Wipe it down after each wear, do a light clean weekly to monthly for everyday carry, and deep clean every three to six months. Increase the frequency if you sweat heavily or carry in heat, dust, humidity, or salt air.
Can I use saddle soap or neatsfoot oil on my leather holster?
Use saddle soap sparingly for cleaning, but avoid heavy oils like neatsfoot oil on a molded leather holster. They over-soften the leather, which degrades retention and can cause the holster to collapse. When the leather looks dry, apply a thin layer of a quality leather conditioner instead.
Is it safe to leave my holster in a hot car?
No. Heat can soften and warp a molded shell enough to change its retention, and it dries and cracks leather. Store holsters in a cool, dry place instead.
Can I put my holster in the washing machine?
No. A washing machine can crack or warp a molded shell, ruin leather, and degrade adhesives and stiffeners in fabric and hybrid holsters. Clean by hand with mild soap and water and air dry.
How do I get the sweat smell out of my holster?

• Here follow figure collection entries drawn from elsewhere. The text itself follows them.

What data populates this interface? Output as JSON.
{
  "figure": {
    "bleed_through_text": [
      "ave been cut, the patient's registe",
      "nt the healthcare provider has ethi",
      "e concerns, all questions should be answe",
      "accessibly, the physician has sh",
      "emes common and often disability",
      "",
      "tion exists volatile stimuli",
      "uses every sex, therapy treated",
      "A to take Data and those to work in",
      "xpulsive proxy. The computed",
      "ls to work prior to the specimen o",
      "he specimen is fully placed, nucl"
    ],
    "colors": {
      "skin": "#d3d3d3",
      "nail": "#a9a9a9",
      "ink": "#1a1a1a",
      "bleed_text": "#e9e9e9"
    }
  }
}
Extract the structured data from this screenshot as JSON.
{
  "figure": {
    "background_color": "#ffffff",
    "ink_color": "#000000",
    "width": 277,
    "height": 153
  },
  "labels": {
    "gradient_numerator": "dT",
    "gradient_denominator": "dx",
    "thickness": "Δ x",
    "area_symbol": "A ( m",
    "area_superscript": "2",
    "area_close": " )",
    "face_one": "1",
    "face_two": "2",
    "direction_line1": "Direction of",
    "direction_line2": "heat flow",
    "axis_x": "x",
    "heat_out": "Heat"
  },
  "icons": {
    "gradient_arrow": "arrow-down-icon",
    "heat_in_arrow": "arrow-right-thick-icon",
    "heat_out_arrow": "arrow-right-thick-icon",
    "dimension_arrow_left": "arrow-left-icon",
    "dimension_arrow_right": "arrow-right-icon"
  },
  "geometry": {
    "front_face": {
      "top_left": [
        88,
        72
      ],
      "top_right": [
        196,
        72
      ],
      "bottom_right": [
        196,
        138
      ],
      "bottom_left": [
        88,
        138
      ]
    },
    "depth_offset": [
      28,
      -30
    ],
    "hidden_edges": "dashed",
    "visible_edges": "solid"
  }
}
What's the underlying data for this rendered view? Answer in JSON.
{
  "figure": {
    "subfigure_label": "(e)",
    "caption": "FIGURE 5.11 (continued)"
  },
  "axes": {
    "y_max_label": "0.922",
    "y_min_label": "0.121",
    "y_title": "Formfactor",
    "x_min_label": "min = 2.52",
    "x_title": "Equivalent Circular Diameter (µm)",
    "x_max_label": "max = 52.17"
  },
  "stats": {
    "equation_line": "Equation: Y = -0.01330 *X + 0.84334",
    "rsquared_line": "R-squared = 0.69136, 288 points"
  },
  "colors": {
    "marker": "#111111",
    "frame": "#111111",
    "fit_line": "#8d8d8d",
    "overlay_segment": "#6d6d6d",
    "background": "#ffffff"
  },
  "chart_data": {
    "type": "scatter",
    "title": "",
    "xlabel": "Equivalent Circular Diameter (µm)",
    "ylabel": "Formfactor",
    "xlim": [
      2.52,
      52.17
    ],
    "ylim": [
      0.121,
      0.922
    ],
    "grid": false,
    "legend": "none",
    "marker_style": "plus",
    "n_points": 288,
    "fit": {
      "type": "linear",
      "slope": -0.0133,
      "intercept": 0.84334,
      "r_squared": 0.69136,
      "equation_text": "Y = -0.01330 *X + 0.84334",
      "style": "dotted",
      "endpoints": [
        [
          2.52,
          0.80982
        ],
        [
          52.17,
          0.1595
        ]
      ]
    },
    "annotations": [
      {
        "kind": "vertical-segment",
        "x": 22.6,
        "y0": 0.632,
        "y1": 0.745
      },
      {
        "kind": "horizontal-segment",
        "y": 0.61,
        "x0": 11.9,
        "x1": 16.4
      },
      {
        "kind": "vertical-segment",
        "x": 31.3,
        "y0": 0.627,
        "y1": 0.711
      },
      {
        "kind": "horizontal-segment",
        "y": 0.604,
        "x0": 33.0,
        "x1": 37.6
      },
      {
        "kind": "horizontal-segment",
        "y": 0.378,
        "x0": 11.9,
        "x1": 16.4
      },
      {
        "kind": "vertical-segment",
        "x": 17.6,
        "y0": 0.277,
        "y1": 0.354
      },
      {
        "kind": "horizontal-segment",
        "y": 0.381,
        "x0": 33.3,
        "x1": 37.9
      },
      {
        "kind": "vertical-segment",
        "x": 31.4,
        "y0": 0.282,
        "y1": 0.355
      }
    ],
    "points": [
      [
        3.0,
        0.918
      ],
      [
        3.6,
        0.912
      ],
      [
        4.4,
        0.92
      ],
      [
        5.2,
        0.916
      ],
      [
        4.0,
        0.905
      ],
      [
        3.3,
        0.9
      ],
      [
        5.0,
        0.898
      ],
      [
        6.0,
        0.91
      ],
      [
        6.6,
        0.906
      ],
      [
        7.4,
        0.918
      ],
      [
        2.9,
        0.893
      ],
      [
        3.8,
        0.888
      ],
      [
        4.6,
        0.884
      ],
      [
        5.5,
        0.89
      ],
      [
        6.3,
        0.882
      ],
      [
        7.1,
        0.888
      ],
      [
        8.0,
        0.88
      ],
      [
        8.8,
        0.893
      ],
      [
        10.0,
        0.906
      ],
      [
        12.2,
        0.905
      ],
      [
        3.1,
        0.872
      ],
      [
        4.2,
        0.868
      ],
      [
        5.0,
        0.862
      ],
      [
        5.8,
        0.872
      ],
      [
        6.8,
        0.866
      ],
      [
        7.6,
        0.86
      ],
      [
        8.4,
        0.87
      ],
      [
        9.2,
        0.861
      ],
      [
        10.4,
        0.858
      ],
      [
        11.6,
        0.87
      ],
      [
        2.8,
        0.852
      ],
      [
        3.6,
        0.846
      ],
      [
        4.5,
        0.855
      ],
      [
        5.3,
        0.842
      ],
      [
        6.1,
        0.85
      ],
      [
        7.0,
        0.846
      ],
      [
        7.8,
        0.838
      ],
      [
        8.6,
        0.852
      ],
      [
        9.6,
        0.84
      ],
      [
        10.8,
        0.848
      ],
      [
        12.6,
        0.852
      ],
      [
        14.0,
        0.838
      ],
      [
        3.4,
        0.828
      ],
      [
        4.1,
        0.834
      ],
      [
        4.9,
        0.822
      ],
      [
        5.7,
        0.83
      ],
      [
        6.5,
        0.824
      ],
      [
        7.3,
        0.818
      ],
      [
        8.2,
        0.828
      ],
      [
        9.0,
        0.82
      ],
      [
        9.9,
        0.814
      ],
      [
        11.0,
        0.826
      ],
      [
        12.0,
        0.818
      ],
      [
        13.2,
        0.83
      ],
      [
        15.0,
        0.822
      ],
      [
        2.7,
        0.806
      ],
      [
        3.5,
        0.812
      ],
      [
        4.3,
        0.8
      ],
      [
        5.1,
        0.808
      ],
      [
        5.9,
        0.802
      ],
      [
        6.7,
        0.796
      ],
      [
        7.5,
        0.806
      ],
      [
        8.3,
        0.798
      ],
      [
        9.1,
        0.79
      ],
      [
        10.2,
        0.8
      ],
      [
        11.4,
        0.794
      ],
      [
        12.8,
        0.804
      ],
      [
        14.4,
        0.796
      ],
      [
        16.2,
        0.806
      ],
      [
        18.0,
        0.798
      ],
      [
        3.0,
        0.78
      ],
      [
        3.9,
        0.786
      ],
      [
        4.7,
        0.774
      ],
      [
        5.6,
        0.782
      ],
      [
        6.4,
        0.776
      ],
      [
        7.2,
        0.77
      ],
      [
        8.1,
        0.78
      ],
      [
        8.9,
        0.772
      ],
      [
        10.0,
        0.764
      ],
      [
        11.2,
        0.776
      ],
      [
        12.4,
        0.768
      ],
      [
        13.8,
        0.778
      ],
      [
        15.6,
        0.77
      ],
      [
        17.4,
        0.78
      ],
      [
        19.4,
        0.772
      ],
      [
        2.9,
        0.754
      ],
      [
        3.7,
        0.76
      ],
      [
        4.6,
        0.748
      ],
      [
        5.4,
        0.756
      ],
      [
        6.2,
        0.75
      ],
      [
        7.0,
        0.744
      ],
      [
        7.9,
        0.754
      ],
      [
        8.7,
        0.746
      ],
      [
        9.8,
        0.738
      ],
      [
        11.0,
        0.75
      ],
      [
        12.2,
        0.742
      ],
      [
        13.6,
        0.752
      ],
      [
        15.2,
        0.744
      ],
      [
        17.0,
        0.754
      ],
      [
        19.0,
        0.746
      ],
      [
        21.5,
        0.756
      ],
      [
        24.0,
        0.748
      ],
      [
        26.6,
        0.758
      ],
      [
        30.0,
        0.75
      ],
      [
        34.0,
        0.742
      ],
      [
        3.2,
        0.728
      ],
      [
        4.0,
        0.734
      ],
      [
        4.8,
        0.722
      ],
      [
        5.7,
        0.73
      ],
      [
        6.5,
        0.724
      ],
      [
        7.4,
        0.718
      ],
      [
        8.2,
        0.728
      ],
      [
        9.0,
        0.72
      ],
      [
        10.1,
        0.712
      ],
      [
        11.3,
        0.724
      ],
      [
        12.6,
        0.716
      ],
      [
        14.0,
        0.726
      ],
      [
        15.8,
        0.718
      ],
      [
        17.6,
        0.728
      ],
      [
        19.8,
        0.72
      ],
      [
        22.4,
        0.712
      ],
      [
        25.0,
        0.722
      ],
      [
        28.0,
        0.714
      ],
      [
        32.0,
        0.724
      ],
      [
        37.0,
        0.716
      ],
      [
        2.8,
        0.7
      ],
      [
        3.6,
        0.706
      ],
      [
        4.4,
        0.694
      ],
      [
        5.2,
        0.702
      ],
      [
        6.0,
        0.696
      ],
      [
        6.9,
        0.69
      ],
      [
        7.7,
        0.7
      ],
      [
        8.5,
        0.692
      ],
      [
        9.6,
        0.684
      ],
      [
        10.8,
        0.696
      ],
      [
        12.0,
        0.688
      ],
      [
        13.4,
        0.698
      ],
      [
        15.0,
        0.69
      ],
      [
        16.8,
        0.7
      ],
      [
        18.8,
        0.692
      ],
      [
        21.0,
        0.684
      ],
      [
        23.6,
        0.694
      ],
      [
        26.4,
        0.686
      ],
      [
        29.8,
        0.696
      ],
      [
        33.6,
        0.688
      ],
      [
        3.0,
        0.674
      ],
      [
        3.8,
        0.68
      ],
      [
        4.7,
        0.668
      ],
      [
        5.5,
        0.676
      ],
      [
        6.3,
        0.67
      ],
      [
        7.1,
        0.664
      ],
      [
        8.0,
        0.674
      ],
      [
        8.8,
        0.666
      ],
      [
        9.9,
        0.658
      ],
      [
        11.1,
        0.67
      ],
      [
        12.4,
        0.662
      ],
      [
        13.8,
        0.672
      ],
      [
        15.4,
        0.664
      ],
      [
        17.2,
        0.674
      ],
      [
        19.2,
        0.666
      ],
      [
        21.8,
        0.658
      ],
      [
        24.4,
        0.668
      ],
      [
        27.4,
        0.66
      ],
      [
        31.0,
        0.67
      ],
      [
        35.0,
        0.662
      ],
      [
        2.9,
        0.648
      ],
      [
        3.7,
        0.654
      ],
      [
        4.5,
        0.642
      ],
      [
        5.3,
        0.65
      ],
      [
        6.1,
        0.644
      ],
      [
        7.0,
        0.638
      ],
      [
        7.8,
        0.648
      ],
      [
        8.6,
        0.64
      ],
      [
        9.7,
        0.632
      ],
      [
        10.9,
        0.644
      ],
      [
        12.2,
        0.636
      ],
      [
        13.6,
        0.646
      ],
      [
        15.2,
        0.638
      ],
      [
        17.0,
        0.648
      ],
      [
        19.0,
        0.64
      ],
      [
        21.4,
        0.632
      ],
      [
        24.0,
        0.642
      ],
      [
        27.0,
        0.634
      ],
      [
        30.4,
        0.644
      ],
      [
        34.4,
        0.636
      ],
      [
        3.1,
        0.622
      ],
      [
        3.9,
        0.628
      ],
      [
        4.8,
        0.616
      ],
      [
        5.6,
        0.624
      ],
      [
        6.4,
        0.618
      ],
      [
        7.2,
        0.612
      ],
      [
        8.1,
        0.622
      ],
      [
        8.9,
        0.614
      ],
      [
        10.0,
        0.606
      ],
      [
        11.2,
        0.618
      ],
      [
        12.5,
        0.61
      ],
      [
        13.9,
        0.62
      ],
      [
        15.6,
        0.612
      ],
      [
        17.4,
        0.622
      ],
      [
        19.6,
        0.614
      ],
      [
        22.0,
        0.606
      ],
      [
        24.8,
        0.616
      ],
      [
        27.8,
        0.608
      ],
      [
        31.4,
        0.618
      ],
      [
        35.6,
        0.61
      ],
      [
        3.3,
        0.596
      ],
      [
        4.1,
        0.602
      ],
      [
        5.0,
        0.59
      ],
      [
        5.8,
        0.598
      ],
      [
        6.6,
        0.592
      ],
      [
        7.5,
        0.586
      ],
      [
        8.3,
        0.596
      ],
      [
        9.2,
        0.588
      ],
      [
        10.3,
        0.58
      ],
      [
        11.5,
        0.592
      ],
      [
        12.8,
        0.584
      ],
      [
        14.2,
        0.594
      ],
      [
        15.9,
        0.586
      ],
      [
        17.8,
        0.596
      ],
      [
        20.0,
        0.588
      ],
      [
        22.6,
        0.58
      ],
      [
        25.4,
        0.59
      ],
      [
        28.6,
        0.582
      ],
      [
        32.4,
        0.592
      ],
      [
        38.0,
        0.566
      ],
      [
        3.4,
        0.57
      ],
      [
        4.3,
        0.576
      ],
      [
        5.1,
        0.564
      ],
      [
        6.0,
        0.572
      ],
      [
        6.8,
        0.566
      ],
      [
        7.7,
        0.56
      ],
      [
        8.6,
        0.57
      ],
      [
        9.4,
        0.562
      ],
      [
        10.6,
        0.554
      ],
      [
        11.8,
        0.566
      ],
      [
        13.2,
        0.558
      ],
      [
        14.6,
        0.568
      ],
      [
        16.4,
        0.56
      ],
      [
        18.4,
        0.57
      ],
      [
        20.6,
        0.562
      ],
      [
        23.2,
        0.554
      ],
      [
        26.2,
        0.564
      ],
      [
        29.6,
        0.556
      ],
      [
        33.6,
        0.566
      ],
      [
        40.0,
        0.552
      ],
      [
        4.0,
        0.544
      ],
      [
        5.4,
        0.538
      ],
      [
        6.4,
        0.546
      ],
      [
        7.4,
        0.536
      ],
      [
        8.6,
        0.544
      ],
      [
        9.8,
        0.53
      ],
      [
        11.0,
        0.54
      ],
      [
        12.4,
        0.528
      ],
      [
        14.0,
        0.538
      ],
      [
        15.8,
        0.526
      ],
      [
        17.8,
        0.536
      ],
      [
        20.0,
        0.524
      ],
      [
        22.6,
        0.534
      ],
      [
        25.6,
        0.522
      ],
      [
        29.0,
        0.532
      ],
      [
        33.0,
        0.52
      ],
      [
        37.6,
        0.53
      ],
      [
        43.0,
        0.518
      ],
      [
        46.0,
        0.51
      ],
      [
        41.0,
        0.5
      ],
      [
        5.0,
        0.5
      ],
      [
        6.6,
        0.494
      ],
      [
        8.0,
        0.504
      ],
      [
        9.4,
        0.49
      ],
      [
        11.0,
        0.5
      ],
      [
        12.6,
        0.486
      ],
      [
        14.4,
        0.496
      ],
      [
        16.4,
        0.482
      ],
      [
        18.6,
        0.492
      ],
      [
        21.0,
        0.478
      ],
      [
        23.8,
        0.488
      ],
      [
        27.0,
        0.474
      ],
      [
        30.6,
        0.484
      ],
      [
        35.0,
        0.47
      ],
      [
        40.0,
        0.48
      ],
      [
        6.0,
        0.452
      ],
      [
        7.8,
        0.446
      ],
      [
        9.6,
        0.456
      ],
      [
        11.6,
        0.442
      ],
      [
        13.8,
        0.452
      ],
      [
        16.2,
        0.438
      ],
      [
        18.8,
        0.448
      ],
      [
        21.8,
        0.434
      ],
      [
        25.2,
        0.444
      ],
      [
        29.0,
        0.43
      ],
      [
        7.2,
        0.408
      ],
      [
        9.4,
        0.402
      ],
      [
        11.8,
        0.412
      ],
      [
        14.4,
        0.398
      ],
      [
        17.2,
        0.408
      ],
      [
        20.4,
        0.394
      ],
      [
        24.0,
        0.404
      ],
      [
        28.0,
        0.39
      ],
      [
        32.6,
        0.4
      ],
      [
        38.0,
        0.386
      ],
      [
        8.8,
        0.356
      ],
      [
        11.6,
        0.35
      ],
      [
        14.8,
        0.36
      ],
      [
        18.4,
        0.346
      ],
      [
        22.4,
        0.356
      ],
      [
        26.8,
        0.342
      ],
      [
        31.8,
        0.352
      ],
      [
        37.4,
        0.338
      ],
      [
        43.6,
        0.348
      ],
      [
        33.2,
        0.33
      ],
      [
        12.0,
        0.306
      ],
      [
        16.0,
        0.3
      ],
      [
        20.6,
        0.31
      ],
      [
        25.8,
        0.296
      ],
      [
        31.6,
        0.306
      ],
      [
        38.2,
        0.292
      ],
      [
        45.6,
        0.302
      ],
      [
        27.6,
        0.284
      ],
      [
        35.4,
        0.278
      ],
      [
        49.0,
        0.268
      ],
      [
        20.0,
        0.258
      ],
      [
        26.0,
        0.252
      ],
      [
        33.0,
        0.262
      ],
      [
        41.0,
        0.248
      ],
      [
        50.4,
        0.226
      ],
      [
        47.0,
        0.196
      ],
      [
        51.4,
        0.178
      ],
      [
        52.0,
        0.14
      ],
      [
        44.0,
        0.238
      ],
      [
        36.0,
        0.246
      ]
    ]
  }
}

For leather, draw out moisture and odor with newspaper, baking soda, or coffee grounds, or freeze it in a sealed bag to reduce bacteria. For fabric, clean thoroughly and dry completely. For lingering contamination on duty holsters, use a mild antibacterial solution and dry fully.
Can I use WD-40 on my holster?
Keep WD-40 and other solvents off the holster body and off any surface that touches your firearm, since they can affect plastics and over-soften leather. The only appropriate use is flushing mud out of the mechanical retention parts on a duty holster, followed by drying and a light, proper lubricant on the moving metal components.